Hell is the result of God's Love.  I'll say it again.  The Fires of Hell are lit by God's Love, not hatred.  People don't go to Hell because God's really really peeved by them, people go to Hell because they choose to go to Hell.  God's Love has given us a marvelously wonderful (and rather terrifying gift), and one all too often understated: freedom of will.  We are not automatons, we are not machines, we have the incredible gift of choice, and with that choice comes the capacity to Love.  This is truly God's image, that man has the perpetual choice to love.  We have the capacity to receive God's Love and return it in kind, as well as the power to receive God's Love and do absolutely nothing about it.  Hell the choice we choose when we don't choose God.  Hell is when we short circuit the Divine Cycle of Love.  The souls in Hell (if there are any there in the first place) are there willingly.  Their perpetual choice to love has been eternally cemented against God, their power of will forever turned away from God.  Their torture is not God's cruelty, but his Love.  By denying the Love that creates, sustains, and redeems them, they are torn down to their very nature.  A will against God is self-destructive, it destroys the soul from within by denying the very principles and truths that created it.  God, being a just God, allows the free will of man to be free, even unto the point of damnation.
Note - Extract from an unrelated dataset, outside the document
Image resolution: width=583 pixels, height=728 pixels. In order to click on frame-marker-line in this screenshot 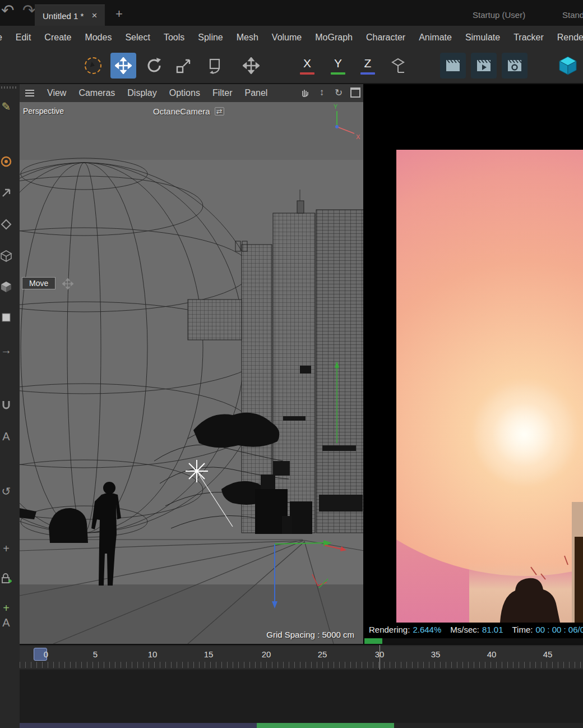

Our God is Merciful and Just.  His Justice is His Mercy.  God has the ability to do what no one else can do:  perfectly discern Good from Evil.  He alone can immaculately mark out the line between good and evil, a line that runs right through the human soul, and thus only he is able to separate from our hearts that which is vile and evil and retain that which is good.  In this swift and precise justice, he is merciful, for he cleaves from us what is evil and nurtures in us that which is good.  Most see justice as a condemnation, but God's Justice is so perfect it is salvation.  However, one still has the choice, the choice to resist the execution of Divine Mercy, to fight against the torrent of Divine Justice, and for that person exists Hell.

So, you want to avoid Hell?  Don't resist Divine Justice.  You have married your soul to lies and falsehoods by your sins; submit yourself to God and let him take the razor's edge to your heart, so as to chisel away your hardness of heart.  The mark of a Christian isn't perfection, it is true repentance.  The extent to which you repent is the extent to which you will be exulted by Divine Justice, free of the weights to drag you down.